Guest Commentary: Beauty in Vulnerability & the Ability to Express Youself

By Danica Roem

It started with him looking to the right toward the door, away from the restaurant booth where we sat.

As Nicholas F. Benton, publisher of the Falls Church News-Press, stared past the table next to us until he could see the parking lot through the glass windows of Loving Hut, a pink-to-red hue overtook his eyes.

His bottom lip trembled like a freshly plucked guitar string, an open chord on the low E string, before he finally paused the interview.

It wasn’t out of sorrow for the implications of the retirement of Supreme Court Justice Anthony Kennedy, as one might expect from a gay man interviewing a transgender woman. Nor was it out of joy for Virginia expanding Medicaid to cover up to 400,000 more uninsured Virginians.

It was for the five human beings shot dead and two more injured at the Capital Gazette newspaper in Annapolis the prior day.

And Nick’s grief was still as fresh as his awe of the Gazette’s surviving staff declaring, “We are putting out a damn paper tomorrow.”

I know how hard it is to be on Nick’s side of the interview and to try to maintain composure as a neutral, dispassionate, third-party observer during the worst of circumstances.

As someone who wrote thousands of news stories from 2006 through 2016 as a newspaper reporter in Virginia and Maryland after spending four years earning a journalism degree in New York and interning at a newspaper in a Pennsylvania, I know it comes with the territory.

So I broke down the fourth wall separating the Fourth Estate’s finest from the government they hold accountable, and just clutched my hands over his own from across the booth.

When the Pulse nightclub massacre happened in June 12, 2015, LGBTQ Americans from across the country understood that feeling of having our sanctuary violated, that one safe place where you know that unconditionally it would be okay to express yourself as the person you were born to be.

Three years later on June 28, 2018, in an Annapolis newsroom, another gunman violated a different sanctuary, one of absolute freedom of the First Amendment, so as long as the facts are vetted and the truth is reported.

There is no space like a gay club or bar for a LGBTQ person or a newsroom for a reporter. Many people know what it’s like to be LGBTQ in a gay club. Many people know what it’s like to be a reporter in a newsroom. Fewer know both. But Nick does. And I do too.

So I sat there at Loving Hut with my lips pursed over my clenched teeth, my upper lip making a slight bubble under my nose, not thinking of myself as the politician being interviewed by the journalist but as a reporter grieving alongside another reporter.

What Nick didn’t know was the night before, as I drove along Interstate 66 toward Gainesville for an event with my 13th District constituents, I talked to my former editor in Maryland whose friends in that newsroom died that day. When we ended the phone call, all I could do was cry in the solitude of a rental car heading in the direction of the setting sun.

A little while later, I called my chief of staff to let her know that while I was struggling emotionally at the moment, I would soon put on my game face and be the professional that comes with the turf of being a public servant.

I just wasn’t ready for that moment yet. Maybe that’s why I took a wrong turn off of Linton Hall Road to Glenkirk Road instead of the right one to Rollins Ford Road; I just needed a couple extra minutes to regain composure.

Just enough so my eyes wouldn’t be a pink-to-red hue when I entered the house and my bottom lip would stop quivering.

Yet there is beauty in vulnerability, the ability to actually feel and express what makes you human at a time when everything around you says you’re supposed to be not-quite-robotic-but- not-too-animated in your emotions as a public figure performing in front of other people. As a reporter, there will always be time for neutral, dispassionate, third-party observation. There will always be a time to hold policymakers’ feet to the fire and report the facts as they are, not for what someone wants them to be.

Sometimes, as a reporter, you sit across from another reporter who gets it. And in that moment, it’s okay to express yourself as the person you were born to be: a human being.

 


Delegate Danica Roem (D-13th) represents the City of Manassas Park and Prince William County in the Virginia House of Delegates.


WHAT YOU WILL DO: Return every entry below word for word and leave out any picture.

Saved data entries
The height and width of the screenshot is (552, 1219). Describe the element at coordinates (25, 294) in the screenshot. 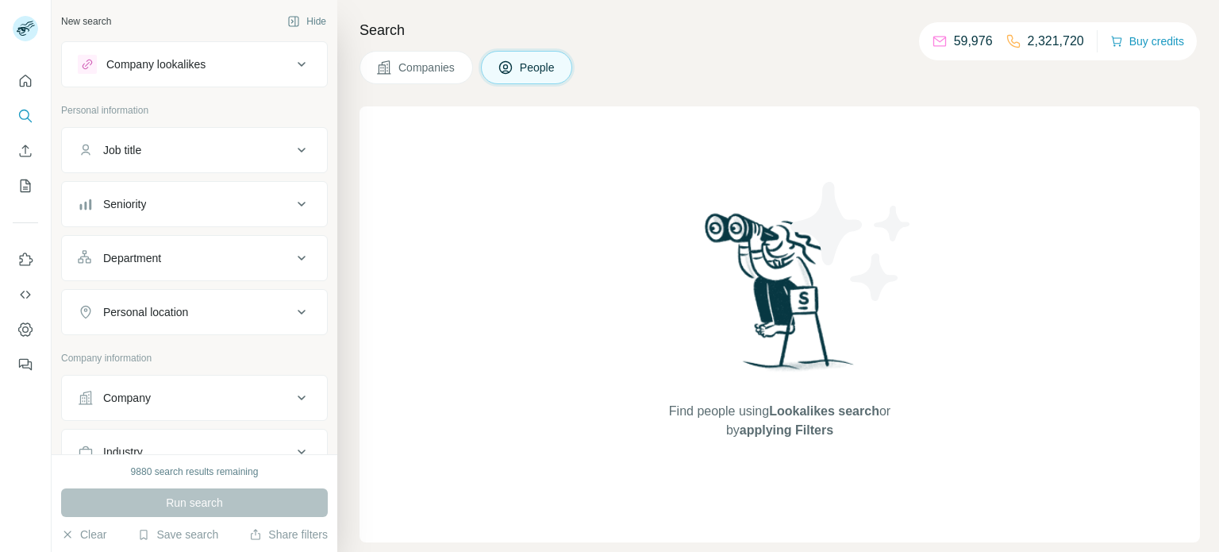

I see `button: Use Surfe API` at that location.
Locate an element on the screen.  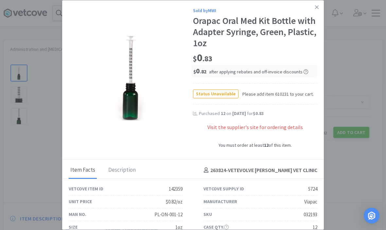
div: 5724 is located at coordinates (313, 189).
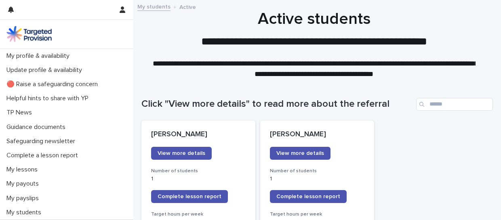  Describe the element at coordinates (49, 98) in the screenshot. I see `p: Helpful hints to share with YP` at that location.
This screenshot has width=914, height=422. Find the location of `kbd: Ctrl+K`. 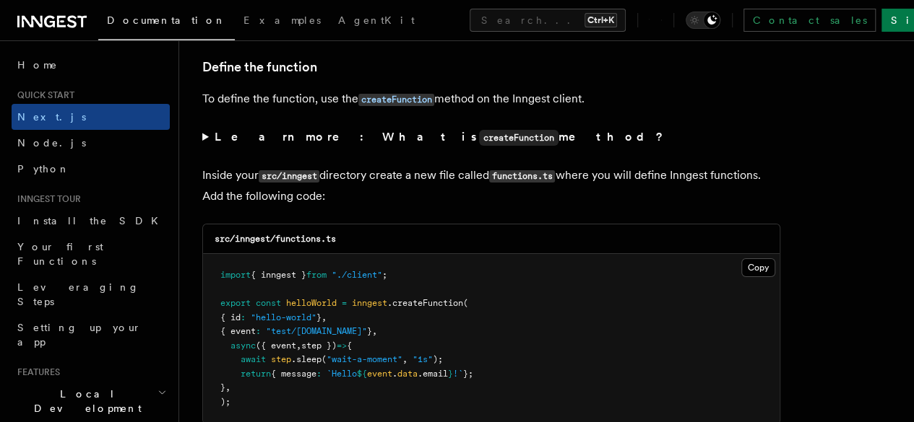

kbd: Ctrl+K is located at coordinates (600, 20).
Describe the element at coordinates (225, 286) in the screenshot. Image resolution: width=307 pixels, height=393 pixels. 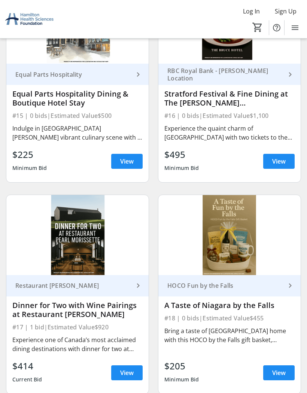
I see `div: HOCO Fun by the Falls` at that location.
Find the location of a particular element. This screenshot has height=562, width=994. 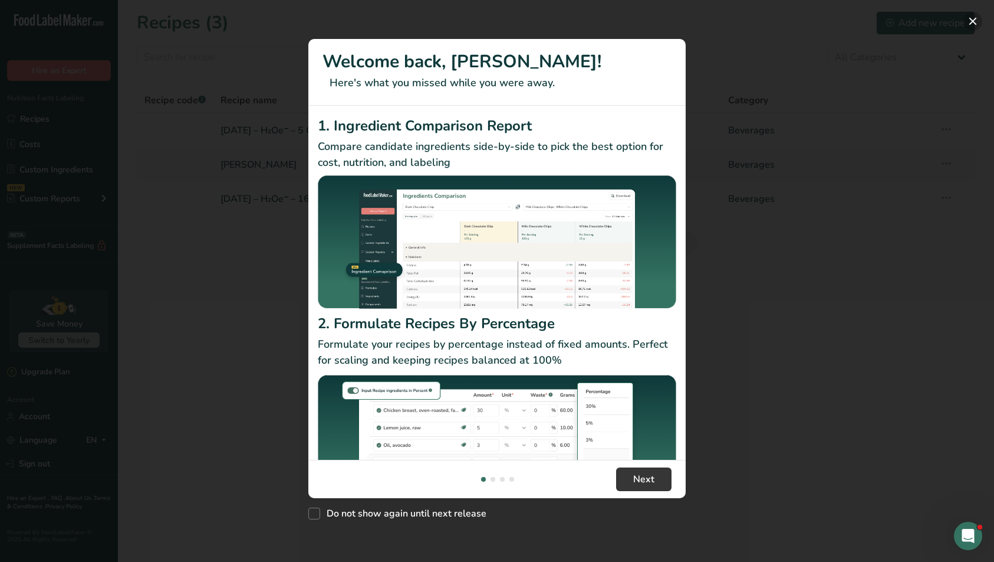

YOUR RESPONSE:
The height and width of the screenshot is (552, 1219). Describe the element at coordinates (25, 294) in the screenshot. 

I see `button: Use Surfe API` at that location.
Locate an element on the screen.  
div: 5724 is located at coordinates (313, 189).
  Describe the element at coordinates (49, 98) in the screenshot. I see `p: Helpful hints to share with YP` at that location.
This screenshot has width=914, height=422. Find the location of `kbd: Ctrl+K`. 

kbd: Ctrl+K is located at coordinates (600, 20).
Describe the element at coordinates (225, 286) in the screenshot. Image resolution: width=307 pixels, height=393 pixels. 
I see `div: HOCO Fun by the Falls` at that location.
Find the location of a particular element. This screenshot has height=562, width=994. 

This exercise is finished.